Saturday, 1 March 2014
Movie Review: Munich (2005)
A brilliantly pessimistic action drama centering on the Middle East conflict between Israel and the Palestinians in the aftermath of the 1972 Olympics, Munich is about the limits of bitter bloodlust.
At the 1972 Munich Olympic Games, Palestinian terrorists belonging to the Black September group storm the Olympic Village, shoot and kill two Israeli athletes and take nine more as hostages. A botched rescue attempt by German authorities ends in tragedy: all the hostages are killed, as well as five of the attackers. Three are taken alive.
In response, Israel activates a death squad to find and eliminate Europe-based Palestinians connected with the Munich plot. Mossad agent Avner Kaufman (Eric Bana), married to a very pregnant Daphna (Ayelet Zurer), is selected to lead the black ops mission, and is given the names of eleven Palestinians to kill. Avner's handler and only subsequent link to the Israeli government is Ephraim (Geoffrey Rush), while his fellow squad members are the supposed explosives expert Robert (Mathieu Kassovitz), the South African Steve (Daniel Craig), the self-designated "cleaner" Carl (CiarĂ¡n Hinds), and document forger Hans (Hanns Zischler).
In Paris they connect with the mysterious Louis (Mathieu Amalric), who runs a private syndicate specializing in selling information about agents who do not want to be found, but only to non-governmental buyers. Avner and his group get to work, and start finding and killing their Palestinian targets, although none of the killings are easy, and there are many messes and near misses involving civilians and faulty explosives. Palestinian reprisal killings also escalate, and Avner realizes that his mission is only creating more killers and more victims.
When the killings escalate to a full scale Israeli Defense Forces commando raid on Beirut to eliminate three key targets, Louis' "Papa" (Michael Lonsdale) gets involved, and Avner's cover as an Israeli agent is blown. Every successive mission becomes more difficult, and Avner and his men are soon both the hunters and the hunted.
Adapting the book Vengeance by George Jonas, Steven Spielberg wades into the Middle East conflict, and calls what he sees: a series of revenge and counter-revenge killings that achieve exactly nothing for either side. Every death generates more hurt, more pain, more victims, and more avengers, and moves the conflict further away from any resolution. The hunters become the hunted, the killers are also killed, and the blood-letting only begets more blood-letting, with innocent casualties strewn across history for good measure.

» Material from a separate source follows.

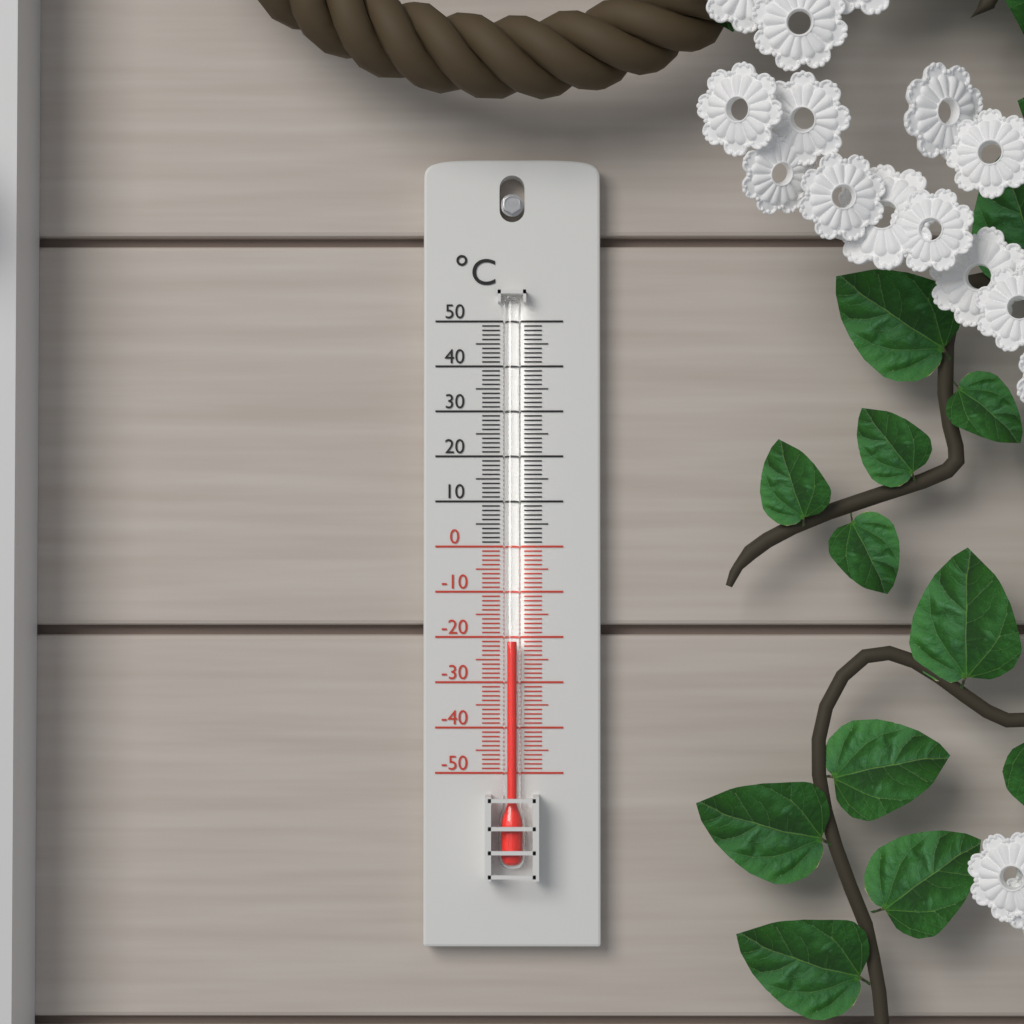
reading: -21 °C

These truths can be difficult to accept for both the Israeli and Palestinian side, and Munich has detractors from every corner. It's easier to lash out and add to the violence rather than sit at the negotiating table and hammer out a peace, and Munich is meant to show both the senselessness of the war path, and the pain inflicted on the foot soldiers who are superficially successful in their missions.
At over 160 minutes, Munich is a relentlessly grim masterpiece about a dirty secret war played out on the sidewalks of Europe's capitals. The film aches with the tension of events and the intense pressure on men one misstep away from death. Spielberg captures the shadowy underworld of Europe in the 1970s, gripped by acts of terror and filled with Israeli and Palestinian agents intermingling among Cold War spies. Deadly games are played across the spectrum from regional to global, enemies making surprising friends with allies of their enemies for geopolitical gains, the double cross as close as the next street corner.
The deeper he goes into his mission, the more certain Avner is that the killings do not come with victory or jubilation. Rather, dread and reprisals accompany his transformation into a soulless death machine, and whether he finally physically dies at the hands of his enemies does not matter: he is dead inside, his life transformed into a living nightmare.
Munich ends with a painfully intense sex scene intercut with the raw, brutal horror of terrorism, the circle of life becoming the circle of death, waiting in vain for the courage required to break the cycle of violence. More than anyone, the soldiers of war know that it is the diplomats who have to win the peace, otherwise the abominations will just continue across the generations. And to make the point, in the final image Spielberg's camera lingers, for a long time, on the twin towers of the World Trade Centre.